If Newton’s actions were serious enough and the evidence to that effect was legitimate enough for ESPN’s Schad to report them, and they involve Newton soliciting hundreds of thousands of dollars to play college football, why is Newton eligible?

In my opinion …

What Mississippi State’s coaches appeared to do in this case was try to carry out a little Bronson-esque vigilante justice. When they didn’t see the NCAA respond to their liking, they used the media to attack the NCAA’s so-called foot-dragging on the issue.

It appears that the Mississippi State coaches thought that by July, the SEC had enough damning information on Newton that there’s no way on earth the quarterback should’ve been eligible this season.

But as the SEC, and the NCAA, had not acted on that available evidence for five months, MSU coaches leaked the details of Rogers and Newton’s alleged actions to ESPN in separate reports.

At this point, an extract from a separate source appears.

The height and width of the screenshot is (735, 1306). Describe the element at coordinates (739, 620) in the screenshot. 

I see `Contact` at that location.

By exposing the SEC and NCAA as to the serious nature of what the two organizations allegedly had in their possession, the MSU coaches hoped they could get the NCAA to act in a more timely manner.

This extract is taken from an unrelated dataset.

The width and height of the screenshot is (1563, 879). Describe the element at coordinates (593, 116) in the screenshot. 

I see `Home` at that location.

In other words, render Newton ineligible immediately.

The problem I have in all of this is that in the SEC and NCAA’s non-response to ESPN’s reports, it appears that perhaps MSU may have been exaggerating its claims about Newton’s alleged cheating.

Or not. Perhaps the MSU coaches are correct in thinking that Newton’s eligibility should’ve long been struck down by the NCAA.

Most importantly …

Despite making allegations of Newton and Rogers that would undoubtedly be classified by the NCAA as major violations, ESPN’s included no material evidence in its two reports and had nothing on the record except from non-MSU-recruiter Bond. The same non-MSU-affiliated Bond who ESPN used to essentially front its first report.

If the NCAA doesn’t act on the information ESPN has reported - via MSU coaches - in the very near future, you can’t come to any other conclusion than the network should’ve been more discerning in its decision to report the allegations against Newton and Rogers.